Here is the closest match to what you are asking for: the well-known “good subarray (multiple of k)” interview problem is the standard Continuous Subarray Sum problem, which uses array, hash table, prefix sum, and math, and explicitly defines a “good subarray” in terms of the sum being a multiple of $$k$$. No other public problem titled exactly “Good Subarray (Multiple of K)” could be found with a complete official statement, examples, and constraints beyond this formulation.[1][2][3][4]
You are given an integer array nums and an integer k.[1] Return true if nums has a good subarray, otherwise return false.[1]
A subarray is called good if:
A subarray is a contiguous non-empty sequence of elements in the array.[4]
Equivalently, you need to determine whether there exists indices $$i < j$$ such that:
Return:
true if at least one such subarray exists.false otherwise.[1]This is typically solved with prefix sums, a hash table keyed by prefix-sum remainders modulo $$k$$, and simple modular arithmetic.[4]
Most commonly (e.g., LeetCode 523: Continuous Subarray Sum), the function signature is:[1]
text bool checkSubarraySum(vector<int>& nums, int k)
or, in a more language-agnostic description:[1]
nums: integer array.k: integer (can be positive, negative, or zero depending on platform; standard version assumes non-zero k).[4][1]true or false indicating whether a good subarray exists.[1]As an interview question (e.g., at Adobe), the problem statement is usually given in this functional style rather than as stdin/stdout format, but when it is adapted to console I/O it is typically:
nums.k.true / false (or a similar indicator) on a single line, representing whether a good subarray exists.This I/O style is not standardized by any official statement but reflects common competitive-programming practice around this exact problem.[1]
Input:[1]
nums = [23, 2, 4, 6, 7], k = 6
One good subarray is [2, 4] whose sum is 6, which is a multiple of 6.[1]
There are others such as [23, 2, 4, 6] with sum 35, which is not a multiple of 6, but at least one valid subarray exists (e.g. [2, 4]).[1]
Output:
true[1]
A common variant example:[4]
Input:
nums = [23, 2, 6, 4, 7], k = 6
The subarray [23, 2, 6, 4, 7] has sum 42, which is a multiple of 6, and has length at least 2.[4]
Output:
true[4]
Input:[4]
nums = [1, 2, 3], k = 5
No contiguous subarray of length at least 2 has sum divisible by 5.[4]
Output:
false[4]
Edge-case style example:[3]
Input:
nums = [23, 2, 4, 7], k = 6
A good subarray (length ≥ 2, sum multiple of 6) exists, so this would be considered a “Good Subarray”.[3]
Output:
true (“Good Subarray”).[3]
Another edge-case style example:[3]
Input:
nums = [5, 0, 0, 0], k = 3
If you require length at least 2 and sum divisible by 3, there is no such subarray in this specific phrasing of that LinkedIn example (the author labels this “Not Good Subarray”).[3]
Output:
false (“Not Good Subarray”).[3]
The canonical online version (LeetCode 523) uses the following typical constraints (precise values can differ slightly across mirrors, but are generally):[4][1]
Important conceptual constraints used in most solutions:[4]
count[0] = 1) to account for subarrays starting from index 0.[4]To date, there is no widely published Adobe-branded problem statement titled exactly “Good Subarray (Multiple of K)” beyond this standard “good subarray whose sum is a multiple of k” formulation; public references (e.g., interview question lists) mention the title but link back to the Continuous Subarray Sum / subarray-sum-divisible-by-k formulation above.[2][1][4]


ACTIVITY:
Exactly as given, restate each record that follows.

(DATA RECORDS)

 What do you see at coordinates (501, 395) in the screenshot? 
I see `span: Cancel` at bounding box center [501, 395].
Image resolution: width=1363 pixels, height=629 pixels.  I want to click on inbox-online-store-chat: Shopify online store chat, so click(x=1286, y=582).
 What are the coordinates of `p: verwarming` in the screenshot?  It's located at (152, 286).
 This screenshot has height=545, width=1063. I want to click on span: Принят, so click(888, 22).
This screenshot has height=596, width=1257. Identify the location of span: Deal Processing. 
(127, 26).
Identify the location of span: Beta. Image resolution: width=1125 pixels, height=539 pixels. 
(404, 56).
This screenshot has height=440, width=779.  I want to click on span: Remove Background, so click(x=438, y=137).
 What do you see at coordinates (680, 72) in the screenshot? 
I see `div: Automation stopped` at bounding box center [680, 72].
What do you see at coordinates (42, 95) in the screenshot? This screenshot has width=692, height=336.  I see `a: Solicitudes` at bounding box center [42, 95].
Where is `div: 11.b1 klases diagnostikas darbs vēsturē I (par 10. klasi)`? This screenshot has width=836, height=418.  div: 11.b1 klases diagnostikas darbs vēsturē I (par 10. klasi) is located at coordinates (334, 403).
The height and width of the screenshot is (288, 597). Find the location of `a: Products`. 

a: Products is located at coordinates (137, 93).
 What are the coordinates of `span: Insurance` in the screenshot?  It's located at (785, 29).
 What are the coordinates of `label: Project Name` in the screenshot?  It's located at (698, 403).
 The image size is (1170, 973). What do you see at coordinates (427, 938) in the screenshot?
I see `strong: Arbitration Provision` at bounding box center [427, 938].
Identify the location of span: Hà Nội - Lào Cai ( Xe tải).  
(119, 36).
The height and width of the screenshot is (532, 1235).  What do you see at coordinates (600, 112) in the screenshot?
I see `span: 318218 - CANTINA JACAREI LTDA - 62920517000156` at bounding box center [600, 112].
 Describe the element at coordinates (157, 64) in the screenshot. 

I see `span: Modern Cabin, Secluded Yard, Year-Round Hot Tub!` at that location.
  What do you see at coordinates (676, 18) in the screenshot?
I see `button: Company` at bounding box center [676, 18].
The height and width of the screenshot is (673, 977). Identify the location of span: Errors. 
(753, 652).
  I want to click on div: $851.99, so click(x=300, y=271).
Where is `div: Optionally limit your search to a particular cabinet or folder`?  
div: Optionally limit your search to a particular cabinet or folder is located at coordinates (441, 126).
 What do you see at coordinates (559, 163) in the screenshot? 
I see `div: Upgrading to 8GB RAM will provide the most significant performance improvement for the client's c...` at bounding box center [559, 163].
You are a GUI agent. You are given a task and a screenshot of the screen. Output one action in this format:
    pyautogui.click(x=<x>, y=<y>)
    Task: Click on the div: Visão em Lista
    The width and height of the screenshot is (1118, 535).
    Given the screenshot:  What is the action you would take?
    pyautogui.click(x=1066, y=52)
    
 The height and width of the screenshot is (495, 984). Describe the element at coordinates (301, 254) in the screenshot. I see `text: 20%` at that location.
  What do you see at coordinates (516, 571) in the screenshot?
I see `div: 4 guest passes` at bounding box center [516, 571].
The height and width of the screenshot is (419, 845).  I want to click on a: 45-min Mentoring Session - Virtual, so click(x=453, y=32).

(End DATA RECORDS)

OUTPUT:
 What do you see at coordinates (501, 395) in the screenshot? 
I see `span: Cancel` at bounding box center [501, 395].
Image resolution: width=1363 pixels, height=629 pixels.  I want to click on inbox-online-store-chat: Shopify online store chat, so click(x=1286, y=582).
 What are the coordinates of `p: verwarming` in the screenshot?  It's located at (152, 286).
 This screenshot has height=545, width=1063. I want to click on span: Принят, so click(888, 22).
This screenshot has height=596, width=1257. Identify the location of span: Deal Processing. 
(127, 26).
Identify the location of span: Beta. Image resolution: width=1125 pixels, height=539 pixels. 
(404, 56).
This screenshot has height=440, width=779.  I want to click on span: Remove Background, so click(x=438, y=137).
 What do you see at coordinates (680, 72) in the screenshot? 
I see `div: Automation stopped` at bounding box center [680, 72].
What do you see at coordinates (42, 95) in the screenshot? This screenshot has width=692, height=336.  I see `a: Solicitudes` at bounding box center [42, 95].
Where is `div: 11.b1 klases diagnostikas darbs vēsturē I (par 10. klasi)`? This screenshot has width=836, height=418.  div: 11.b1 klases diagnostikas darbs vēsturē I (par 10. klasi) is located at coordinates (334, 403).
The height and width of the screenshot is (288, 597). Find the location of `a: Products`. 

a: Products is located at coordinates (137, 93).
 What are the coordinates of `span: Insurance` in the screenshot?  It's located at (785, 29).
 What are the coordinates of `label: Project Name` in the screenshot?  It's located at (698, 403).
 The image size is (1170, 973). What do you see at coordinates (427, 938) in the screenshot?
I see `strong: Arbitration Provision` at bounding box center [427, 938].
Identify the location of span: Hà Nội - Lào Cai ( Xe tải).  
(119, 36).
The height and width of the screenshot is (532, 1235).  What do you see at coordinates (600, 112) in the screenshot?
I see `span: 318218 - CANTINA JACAREI LTDA - 62920517000156` at bounding box center [600, 112].
 Describe the element at coordinates (157, 64) in the screenshot. 

I see `span: Modern Cabin, Secluded Yard, Year-Round Hot Tub!` at that location.
  What do you see at coordinates (676, 18) in the screenshot?
I see `button: Company` at bounding box center [676, 18].
The height and width of the screenshot is (673, 977). Identify the location of span: Errors. 
(753, 652).
  I want to click on div: $851.99, so click(x=300, y=271).
Where is `div: Optionally limit your search to a particular cabinet or folder`?  
div: Optionally limit your search to a particular cabinet or folder is located at coordinates (441, 126).
 What do you see at coordinates (559, 163) in the screenshot? 
I see `div: Upgrading to 8GB RAM will provide the most significant performance improvement for the client's c...` at bounding box center [559, 163].
You are a GUI agent. You are given a task and a screenshot of the screen. Output one action in this format:
    pyautogui.click(x=<x>, y=<y>)
    Task: Click on the div: Visão em Lista
    The width and height of the screenshot is (1118, 535).
    Given the screenshot:  What is the action you would take?
    pyautogui.click(x=1066, y=52)
    
 The height and width of the screenshot is (495, 984). Describe the element at coordinates (301, 254) in the screenshot. I see `text: 20%` at that location.
  What do you see at coordinates (516, 571) in the screenshot?
I see `div: 4 guest passes` at bounding box center [516, 571].
The height and width of the screenshot is (419, 845).  I want to click on a: 45-min Mentoring Session - Virtual, so click(x=453, y=32).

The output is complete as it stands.